Defensive tackle Geno Atkins surfaced on Thursday's injury report with a knee issue, but indications are it won't take him out of Sunday's game (4:25 p.m.) in Oakland. Tight end Tyler Eifert had a rest day but he also is expected to play.
On Friday, wide receiver A.J. Green (ankle) is expected to be ruled out for Sunday, missing his 14th straight game dating back to last season. He was in sweats and not on the practice field again. Although wide receiver Alex Erickson (back) returned to work in limited fashion Thursday, the Bengals could promote wide receiver Damion Willis from the practice squad to give them five wide receivers and be content to go with four linebackers after the release of linebacker Preston Brown.
Right tackle Bobby Hart (shoulder) was limited for the second straight day.
HOMETOWN JOE: Bengals running back Joe Mixon, a Bay Area native from Oakley, Calif., (42 miles from Oakland and 50 miles from San Francisco) plays in the Black Hole for the first and last time Sunday. The Raiders plan to move from the Oakland-Alameda County Coliseum to their new stadium in Las Vegas and it got Mixon to thinking before Thursday's practice how his father, John Mixon, took him to the Coliseum for the first time when he was 17 and playing at Freedom High School.
"Jamaal Charles went off and then it got ugly," Mixon recalled of the game six years ago.
Charles, the Chiefs running back, led Kansas City's 56-31 win over the Raiders with eight catches for 195 yards and four touchdowns. He also had 20 yards rushing and a touchdown.
"Even though I'm from there, I'm still on the other team and that doesn't mean they'll be real pleasant," said Mixon of the famously raucous crowd. "I'm sure some probably will, but the majority won't. At the end of the day I've got to handle my business like I know I can."
Mixon comes home as the defending AFC rushing champion in the throes of a frustrating season, but he hopes his season-high game of 114 yards and career-high game of 30 carries last Sunday jump-starts the Bengals running game. He expects there to be some friendly faces.
"Probably more than 100 of just close friends and family," Mixon said. "That's not counting people I know from high school."
John Mixon, his son's trainer in the offseason and famed prep athlete in his own right as Northern California's Player of the Year in basketball for Daly City just south of San Francisco, is making the trip from Sacramento to watch another Raiders game. This time he won't be with Joe, but he thinks his dad is going to have a seat in back of the Bengals bench.
"My dad is a Raider fan. I'm a 49ers fan," said Joe, which is why Jerry Rice is his favorite Raider because most of his Hall-of-Fame career was spent with the 49ers. "He's been kidding me the last couple of weeks about, 'Give me a reason not to talk you this offseason.' He's kidding. He's with me all the way."
PAULIE G. LOOMS: Old friend Paul Guenther pokes his head out of the Black Hole to greet the team he worked for during 13 seasons before Raiders head coach Jon Gruden hired him as defensive coordinator. You'll forgive Guenther if he's not exactly in tune with the Bengals offense since he left after the 2017 season. Since then they're running a new scheme and there's only one guy that started in the same spot in that 2017 finale in Baltimore and in Oakland Sunday. Mixon. The only other guy that started that game on offense and this one is Trey Hopkins, the right guard two years ago and the center this weekend.
"He's a great coach and I rely on him in a lot of ways," Gruden said of Guenther in a conference call this week. "I like everything about him. I like his teaching ability, his passion for the game, his production, his work ethic. I was very close to the Bengals - my brother (Jay) used to work there - and I really liked their coaching staff and was impressed with Paul Guenther from the jump so I'm happy to have him here."
Guenther, by the way, is absolutely livid over the NFL's season-long suspension of Raiders linebacker Vontaze Burfict. Guenther and linebackers coach David Lippincott, who both coached Burfict during his first six seasons in Cincinnati, recommended Gruden sign him after the Bengals released him back in April. But Burfict was suspended for the last 12 games of the season after a helmet-to-helmet hit.
"He did everything I asked. The guy came in here and was great. Voted a captain," Guenther said. "And he's suspended for the season after his first penalty as an Oakland Raider."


# Exercise description
Return the data below in full and exactly, except that the pictures are dropped.

=== Material for this task ===

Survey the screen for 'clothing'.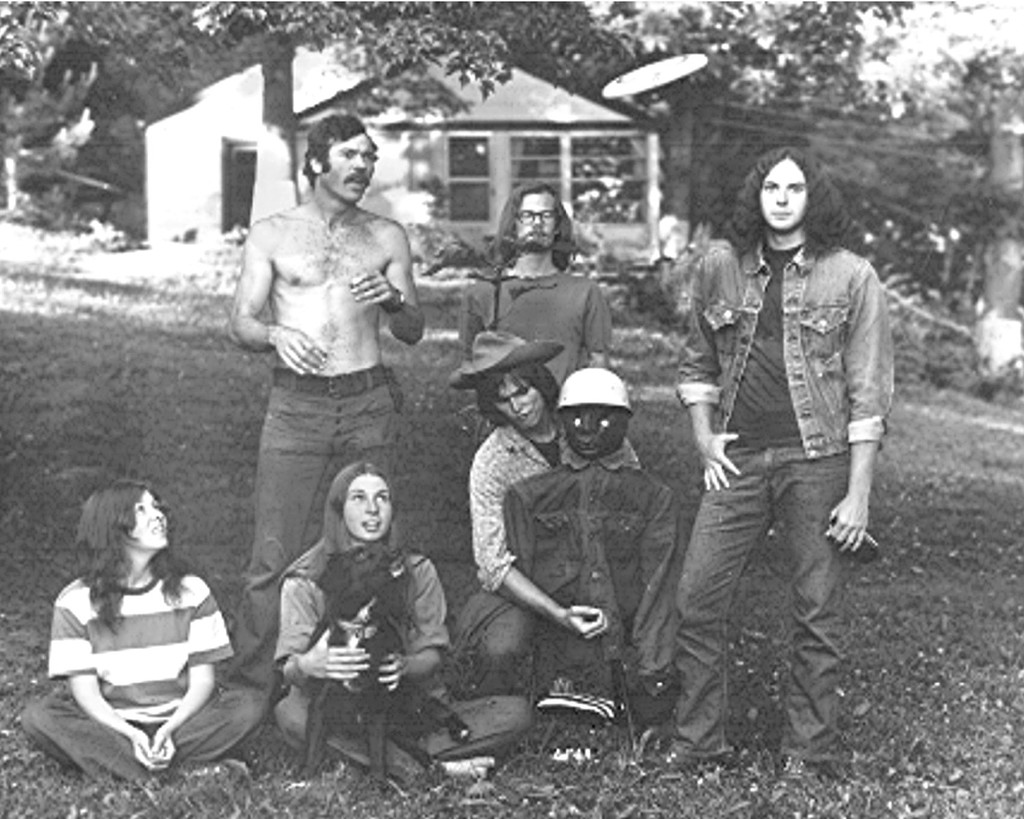
Survey found: (466, 418, 642, 588).
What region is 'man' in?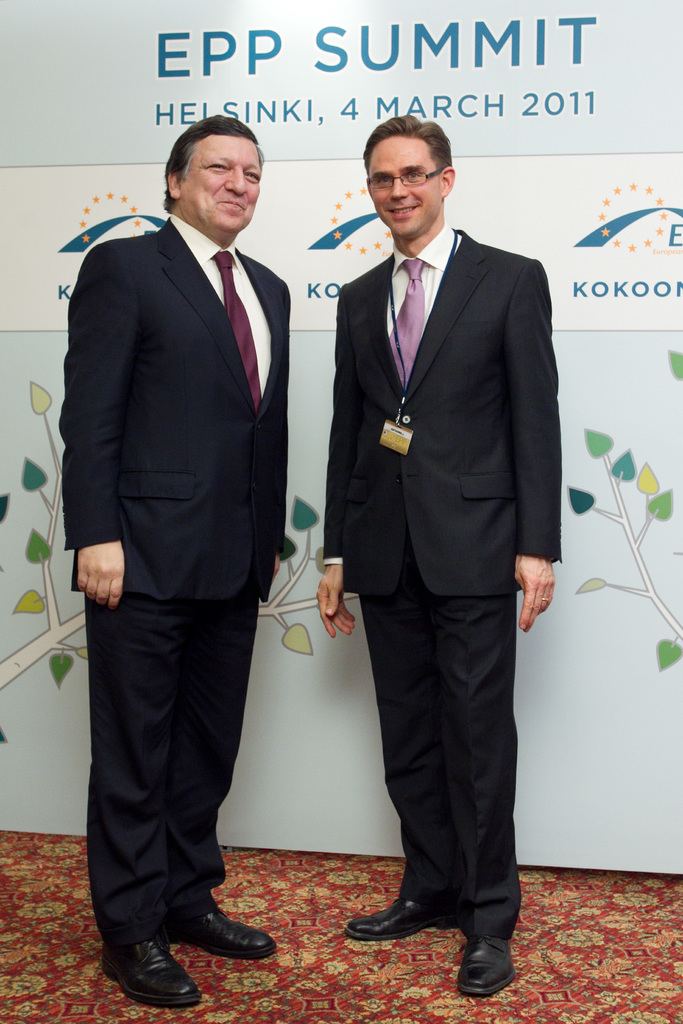
55, 111, 288, 1005.
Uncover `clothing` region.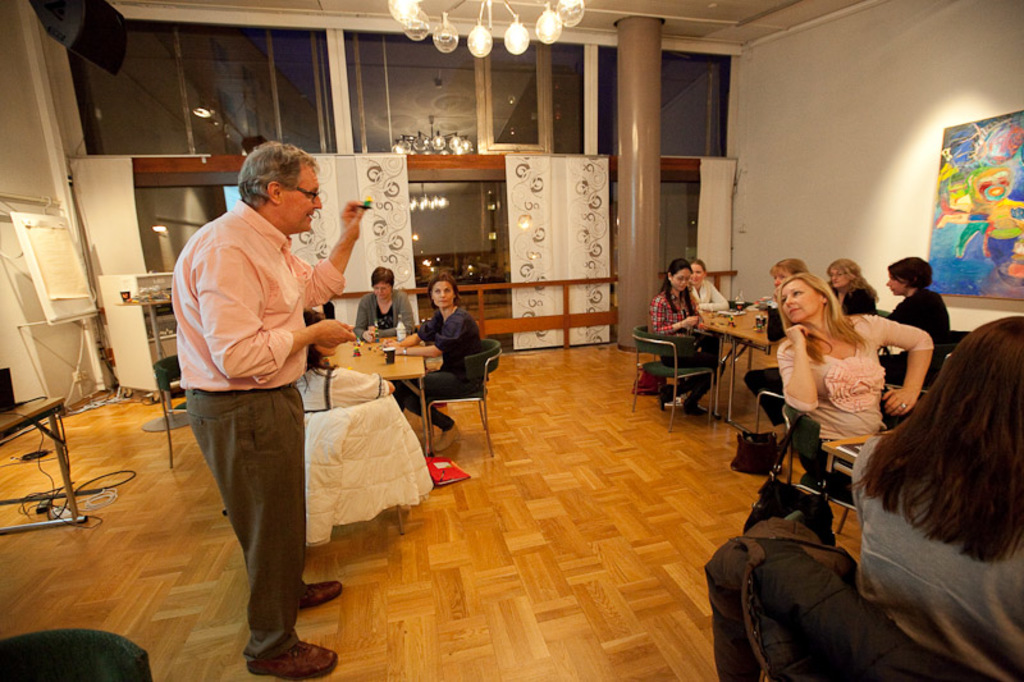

===

# The answer
Survey the screen for 'clothing'.
Survey found: (466, 418, 642, 588).
What region is 'man' in?
55, 111, 288, 1005.
Uncover `clothing` region.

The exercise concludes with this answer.